The narrow mission of a church-as-organized collective is to make disciples and citizens of Christ’s kingdom. The broad mission of a church-as-its-members is to be disciples and citizens of Christ’s kingdom. The narrow employs judge-like or priestly words of formal separation, identification, and instruction. The broad rules and lives as sons of the king, representing the heavenly Father in all of life’s words and deeds.
What is the mission of the church? Answering that requires defining what we mean by the “church.” Theologians make distinctions between the universal and local church, the invisible and visible church, the institutional and organic church, or the gathered and scattered church. For our immediate purposes, I’m not interested in any of these distinctions.
The distinction we need is similar to an old Presbyterian division between the elders’ “joint” and “several” power. They say elders are authorized to do some things together or “jointly,” like excommunicate; and other things independently or “severally,” like teach. I don’t expect to revive the language of “joint” versus “several,” but that is the distinction we need for thinking about the church’s mission. Why? Because ascertaining what the mission of the church is requires us to ascertain whom God authorized to do what. To rephrase “joint” and “several,” then, I think we can say that God authorizes a church-as-organized-collective one way and a church-as-its-members another way.[1]
The Narrow & Broad Mission
Broadly, Christ authorizes a church-as-its-members with a kingly authority to represent him as God-imaging sons and citizens, whether gathered together or scattered apart. That’s not to deny there is also something priestly about a church-as-its-members. We’re priest-kings, after all. But I do mean to put the accent on the kingly authority of ruling here.
Narrowly, God authorizes a church-as-organized-collective with a distinct priestly authority to publicly separate sinners from the world and to reconcile them to himself and his people through [re-]naming and teaching.
Very plainly, then, what is the mission of the church? The narrow mission of a church-as-organized collective is to make disciples and citizens of Christ’s kingdom. The broad mission of a church-as-its-members is to be disciples and citizens of Christ’s kingdom. The narrow employs judge-like or priestly words of formal separation, identification, and instruction. The broad rules and lives as sons of the king, representing the heavenly Father in all of life’s words and deeds. The narrow protects the holy place where God dwells, which is his temple, the church. The broad pushes God’s witness into new territory, expanding where his rule is acknowledged. For illustration purposes, we might say the narrow mission is to be an embassy, while the broad mission is to be an ambassador.
In the congregationalist conception, seeing how the two sides of the ledger work together is quite simple. Every church member, by virtue of his or her salvation, is a priest-king. Therefore every member is put to work mediating God’s judgments with the gathered church and ruling on God’s behalf whether gathered or scattered. To ask a member of a congregationalist church about the mission of the church requires specifying which hat you mean for him or her to wear: the whole-church-together hat or the church-member hat? In the presbyterian or episcopalian conception, the priestly and kingly roles work together similarly, but a greater place is given to the church officers in the “Narrow mission” column for acting on behalf of the whole church. That’s why I some advocates of the broad mission might look at the “narrow” column and regard that as the mission of the officers.
Why This is Important
Why is it important to maintain the distinction between the church’s broad and narrow mission? First—believe it or not—for the sake of clarity. It satisfies our conflicting intuitions. When someone asks me, “What’s the mission of the church?” or “Is caring for creation church work?” or “Does the church’s work center on words or both words and deeds?” or “Is the church’s mission to care for the poor?” I need to know whether the questioner means the church as a corporate actor or the church as its individual members.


*TASK OBJECTIVE:* Only one stretch of the data below is needed. Output the lines from the one with "The width and height of the screenshot is (1554, 578)." up to and including the one with "is (704, 387).", exactly as they stand.

*DATA SUPPLIED:*
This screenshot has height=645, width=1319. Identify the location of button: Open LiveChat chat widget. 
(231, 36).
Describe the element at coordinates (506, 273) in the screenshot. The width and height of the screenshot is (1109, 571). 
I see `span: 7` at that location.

==

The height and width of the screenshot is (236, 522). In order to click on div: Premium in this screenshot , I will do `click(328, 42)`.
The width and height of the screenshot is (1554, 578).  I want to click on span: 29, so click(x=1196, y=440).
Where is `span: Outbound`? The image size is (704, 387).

*RESPONSE BELOW:*
The width and height of the screenshot is (1554, 578).  I want to click on span: 29, so click(x=1196, y=440).
Where is `span: Outbound`? The image size is (704, 387).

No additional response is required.